We come here to pray. Whatever our circumstances, we pray for others as well as ourselves. Whether we speak fervently, whether we’re saying the words by rote, whether we feel them or not, together we are praying and God is listening. And how is it that we are able to do that?

It’s not because we are amazing or extra-good Christians, although some of you undoubtedly are. Praying outward while struggling inward is a gift from God. “We do not proclaim ourselves; we proclaim Jesus Christ as Lord.”

Paul talks about carrying the death of Jesus within us.  Being willing to face our challenges and make sacrifices for what we believe in, just like Jesus did. 

I’d imagine we all have days when it feels like cracks keep spreading across our lives, cheap clay jars about to shatter.

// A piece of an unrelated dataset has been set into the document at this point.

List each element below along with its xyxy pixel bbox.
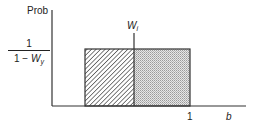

Maybe in today’s world it’s the cracks across the face of our phones. But even or maybe especially when we feel that broken, God can transform our struggles into something beautiful.  Our cracks can become openings for God's light to shine through, a beacon of hope for ourselves and others.

It’s our own cracks that create empathy for the people struggling around us, the ability to imagine the cracks in the lives of others. But it's the light of Christ shining through those cracks that gives us the will and the words to pray for them.

Friday was the Feast of the Visitation. After the angel Gabriel had announced to Mary that she was to become the mother of God, Mary went from Galilee to Judea to visit her kinswoman Elizabeth, pregnant with John the Baptist. During that visit Mary proclaimed the Magnificat, a song proclaiming God’s glory in transforming the world through the Messiah. The proud will be brought low, the humble will be lifted up, the hungry will be fed, and the rich will go without.

So often we see images of Mary as radiant with the joy of becoming the God-bearer. I can’t imagine that was all she felt during her pregnancy. In addition to the joy of being chosen, I expect there was shock, followed by fear, confusion, and anxiety. She faced the same challenges of all pregnancies, adjusting to a body changing over the months, the physical tiredness and awkwardness, accompanied by psychological and emotional ups and downs. So I imagine the relief of finally being able to share those feelings with Elizabeth, facing challenges of her own.

Perhaps it was confusion of feelings around what could have felt a mixed blessing that gave her the words to pray. She wasn’t carrying the death of Jesus, not yet, but she was carrying Jesus himself. And maybe that gave her a deep connection to the lowly, the hungry, and the poor which burst out in a hymn of justice for them.

Looking back, my colleague’s identification of my prayers for others as a witness wasn’t really about me. It was more about Jesus at the heart of our prayers as the witness to God’s love, carried by all of us in our love of God and love for our neighbors. We are not so cracked that we can’t carry Jesus. Never so broken we can’t show his light to the world. AMEN.